Billy came back home again in January 1975 for a holiday-cum-business trip. He related to the columnist, Iain MacDonald, that he had his own TV series, “A Touch of Tartan” and his stage show, “Scotland the Brave”, had been running successfully for two and a half years. He had formed his own production company and had been appointed entertainments adviser to one of the major TV companies, in which capacity he went to London to try to negotiate Australian dates for Morecambe and Wise, Tom Jones, Tommy Steele, Reg Varney, Danny la Rue and Engelbert Humperdinck. He was also looking for an accomplished accordion player to substitute for another of his performers who wanted to return to Scotland for a break.

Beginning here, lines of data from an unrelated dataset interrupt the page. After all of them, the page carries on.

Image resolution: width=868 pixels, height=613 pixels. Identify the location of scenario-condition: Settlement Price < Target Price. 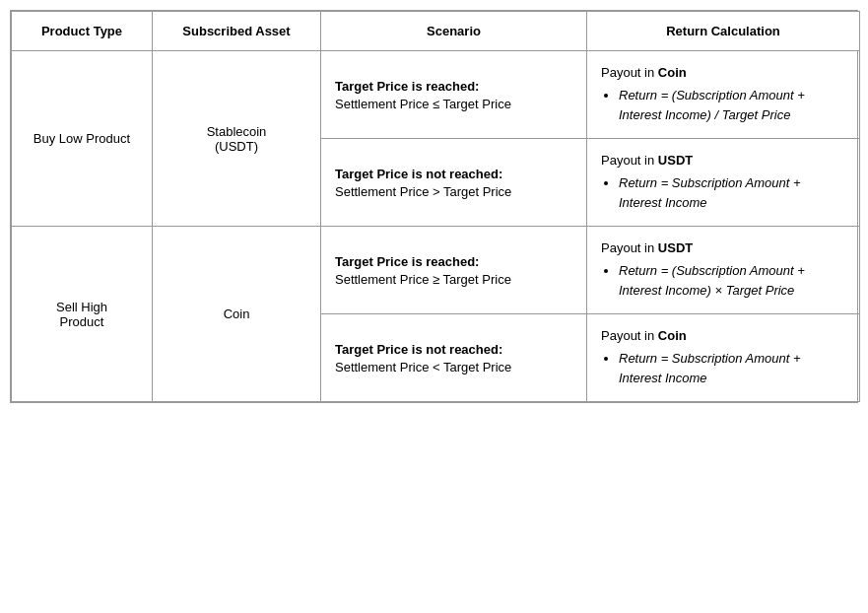
(453, 367).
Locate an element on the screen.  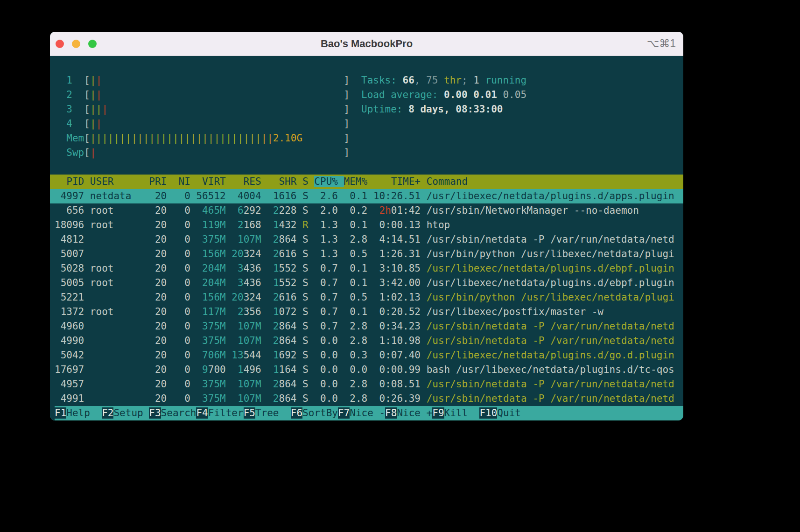
fkey-f5: F5 is located at coordinates (249, 413).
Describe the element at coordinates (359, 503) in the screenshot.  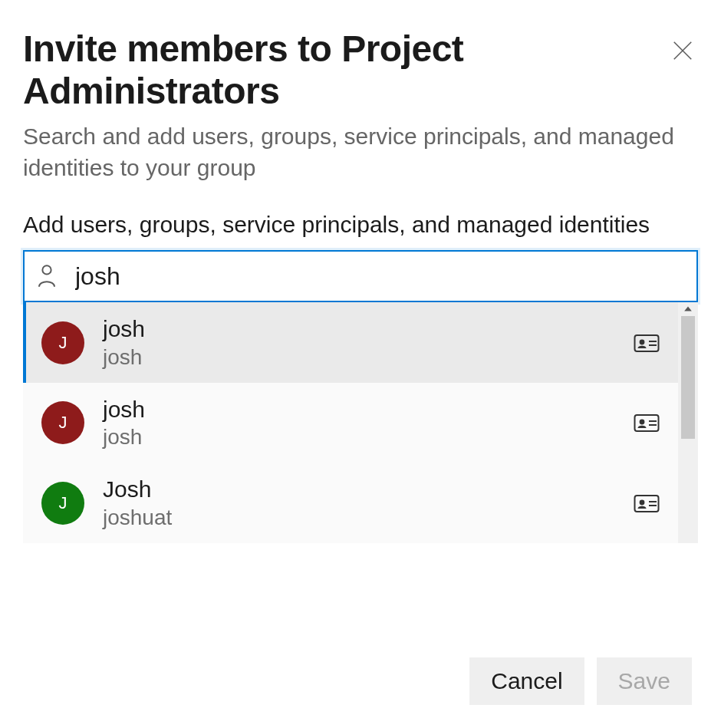
I see `suggestion-texts: Joshjoshuat` at that location.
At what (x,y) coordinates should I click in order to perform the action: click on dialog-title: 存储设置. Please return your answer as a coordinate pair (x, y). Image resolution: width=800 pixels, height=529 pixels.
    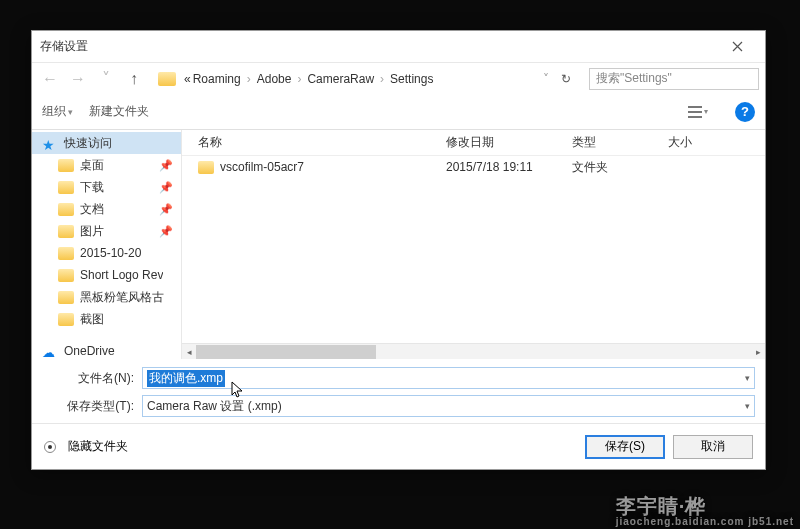
    Looking at the image, I should click on (64, 46).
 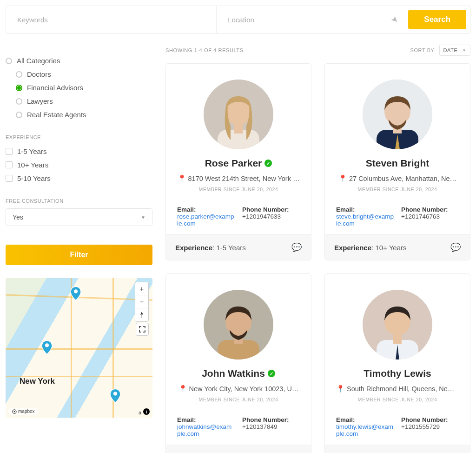 What do you see at coordinates (261, 217) in the screenshot?
I see `phone-value: +1201947633` at bounding box center [261, 217].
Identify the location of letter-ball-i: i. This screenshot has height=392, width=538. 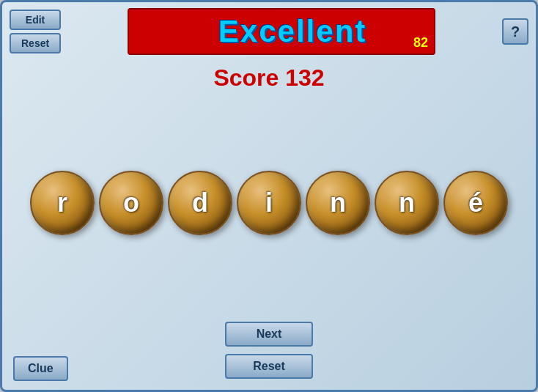
(269, 203).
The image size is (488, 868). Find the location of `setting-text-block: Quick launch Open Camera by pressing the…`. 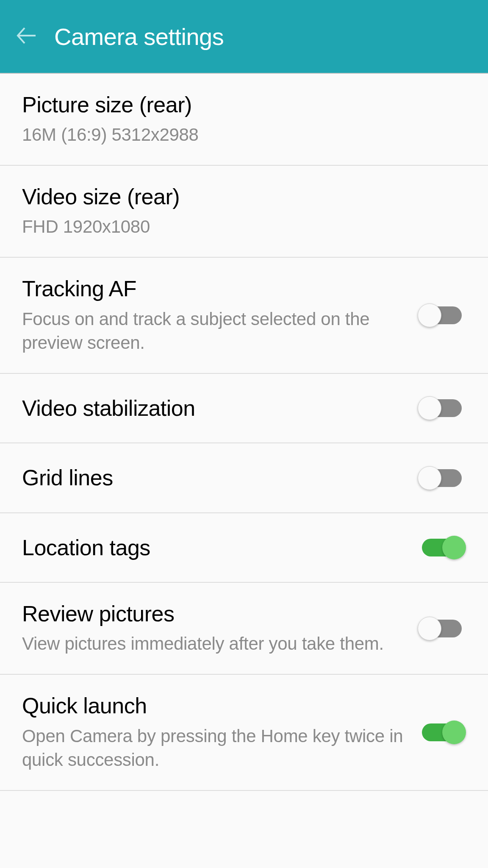

setting-text-block: Quick launch Open Camera by pressing the… is located at coordinates (220, 732).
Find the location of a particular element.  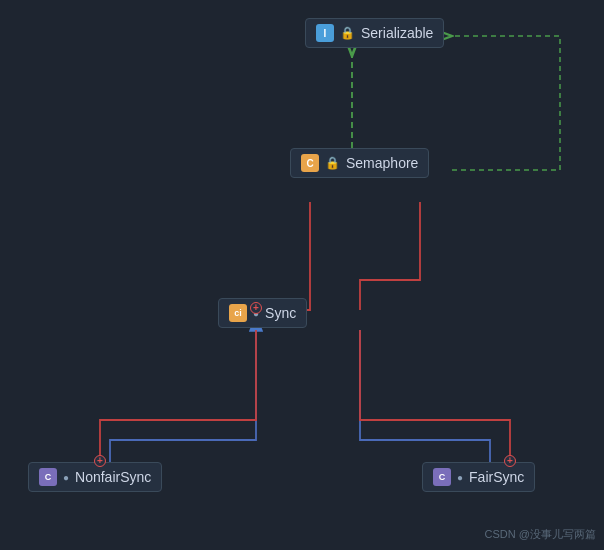

circle-icon-fair: ● is located at coordinates (460, 478).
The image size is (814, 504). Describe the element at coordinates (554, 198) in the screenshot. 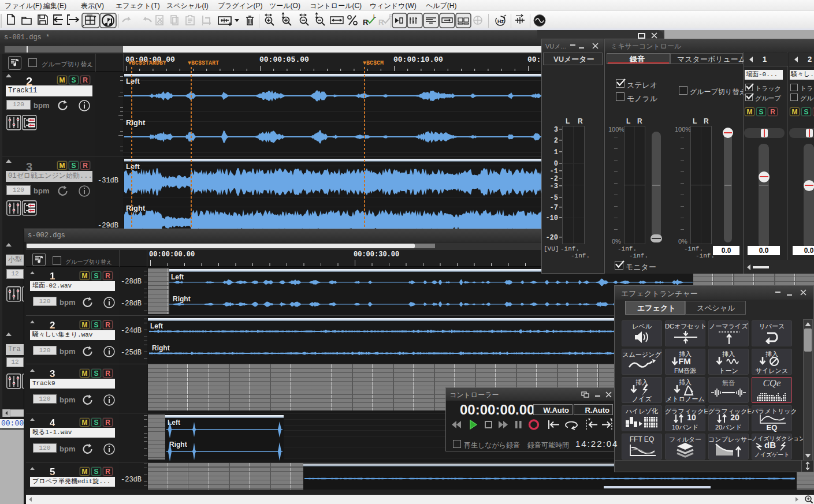

I see `svg-text: -5` at that location.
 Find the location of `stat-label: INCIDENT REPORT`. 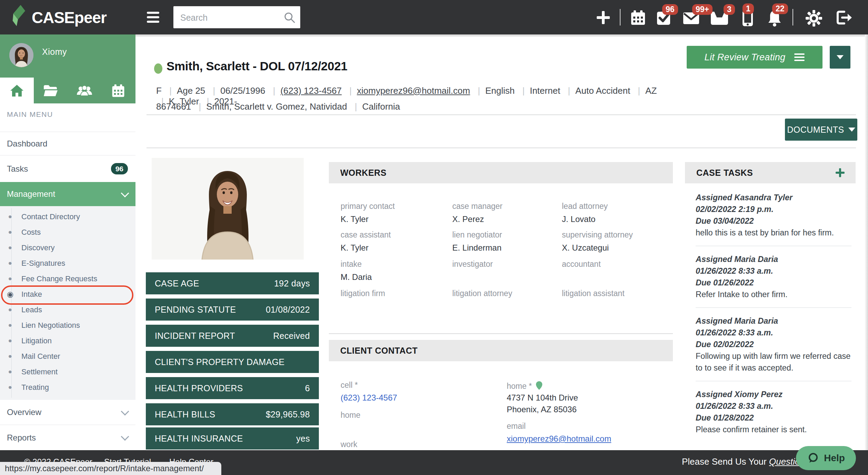

stat-label: INCIDENT REPORT is located at coordinates (195, 336).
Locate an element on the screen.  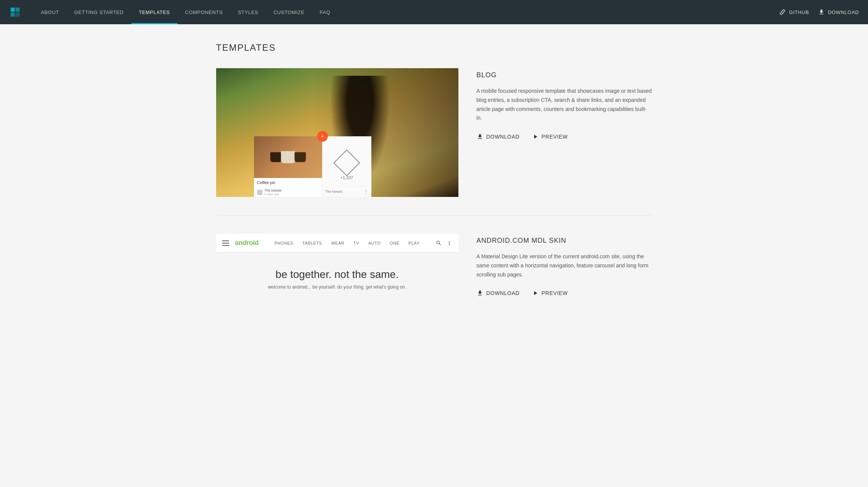
card-avatar-icon is located at coordinates (260, 192).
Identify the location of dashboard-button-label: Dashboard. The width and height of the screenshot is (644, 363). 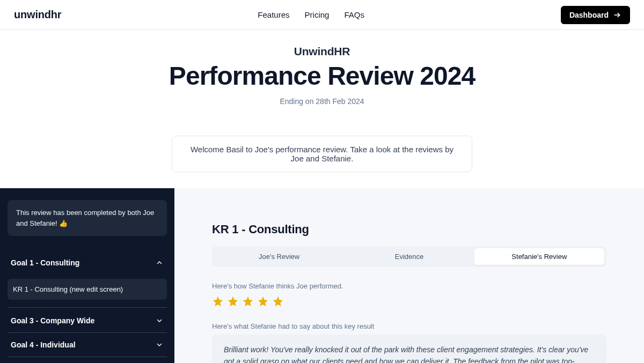
(589, 15).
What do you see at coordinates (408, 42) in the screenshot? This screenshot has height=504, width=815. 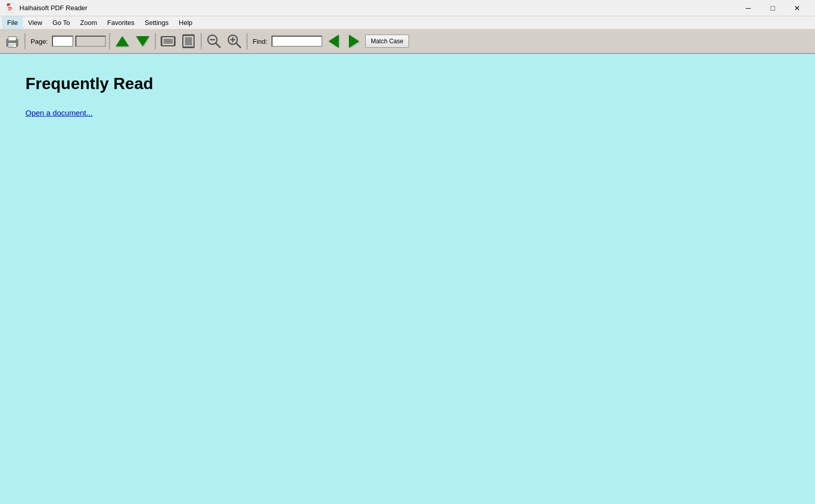 I see `toolbar: Page:` at bounding box center [408, 42].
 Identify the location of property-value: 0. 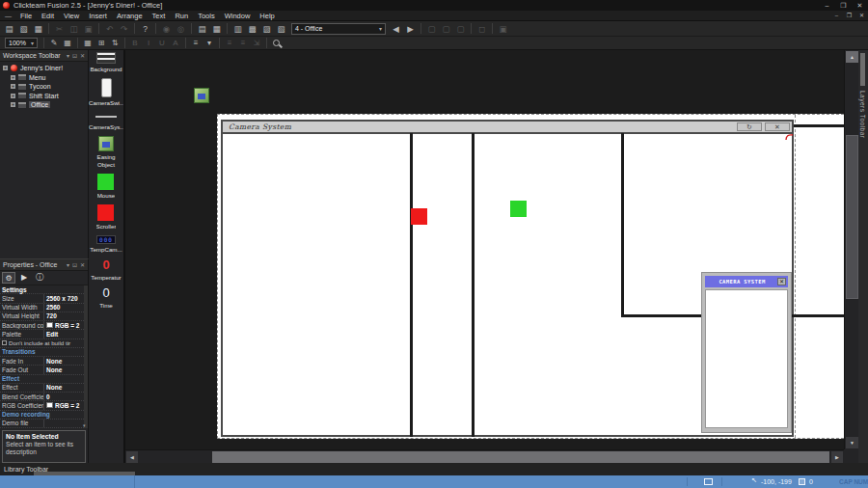
(66, 396).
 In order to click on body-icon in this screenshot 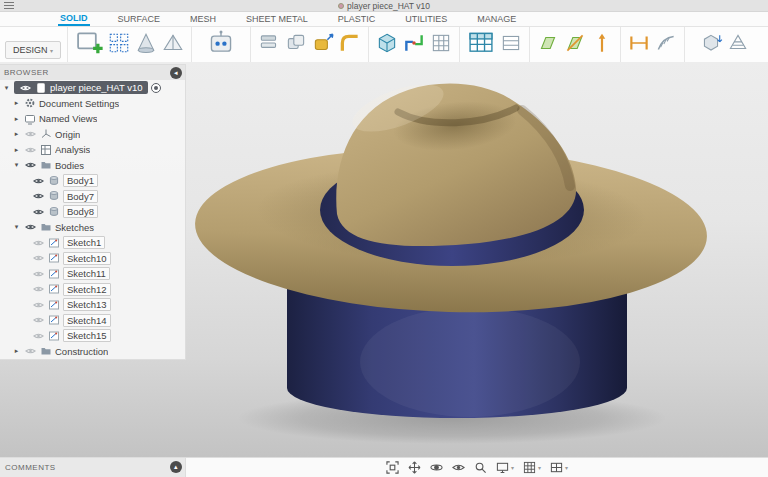, I will do `click(54, 212)`.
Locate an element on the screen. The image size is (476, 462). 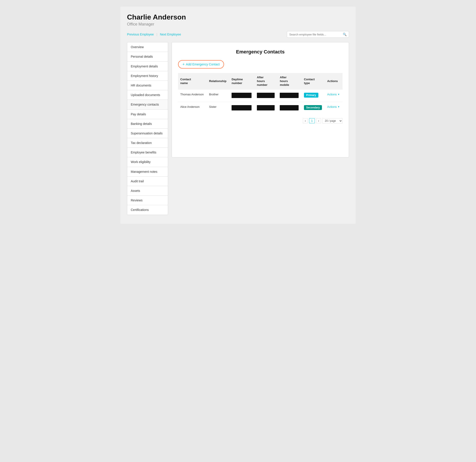
sidebar-item-banking-details: Banking details is located at coordinates (148, 124).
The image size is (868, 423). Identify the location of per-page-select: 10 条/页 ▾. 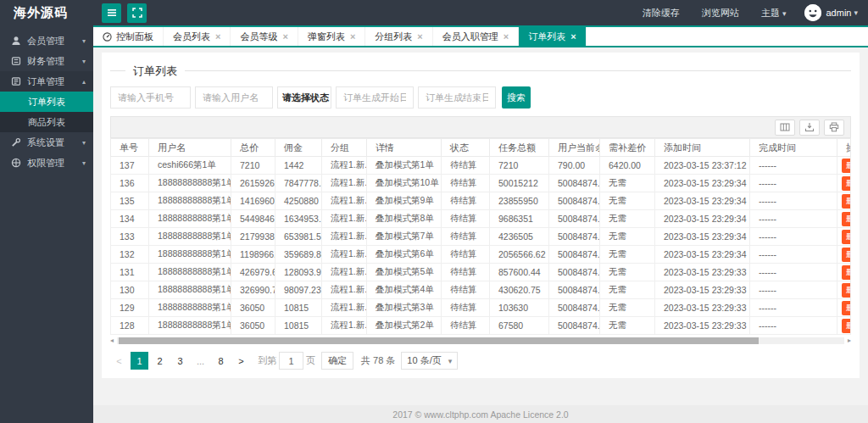
(429, 361).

However, Equity stepped in to foil Billy, by insisting that no more overseas acts were being allowed into Australia at that time because of inflation.
Back in Australia, he made another 7-part series of the talent show “Starquest” for Channel 3.
Channel NBN3 did 2 special shows of “A Touch of Tartan” and followed that up with a six-part series of 60 minutes’ duration, recorded in colour. An anecdote written in a local newspaper relates that, during filming, the script called for a set of bagpipes to float skywards to Billy’s “surprise”. There was someone above the camera pulling the pipes by a nylon string. However, the head of the arc lights caused the string to break, bringing the inflated bagpipes down on Billy’s head! The scene was kept in for transmission.
Billy was also flying back and forward to Newcastle from Sydney every Friday by light aircraft to appear at one of Australia’s leading Sporting Clubs, the Western Suburbs Leagues Club, to present “Billy Raymond’s Morning Show”. He made this journey every week for 12 years and Billy decided to “pass the baton” to a colleague, Lee Young. He made the 200-mile round trip on a 10-seater Beechcraft Kingair aircraft 600 tiles, covering 600,000 miles, and Masling Airlines made him an Honorary Member of the Airline!! During this time, he had been stranded, fogbound, and “tossed around like a shuttlecock” during bad weather flights and one flight had to make an emergency landing when an engine failed. But perhaps the worst incident of all was when a hoax caller said that a bomb had been planted in the 10-seater plane. Police searched both passengers and plane and found nothing.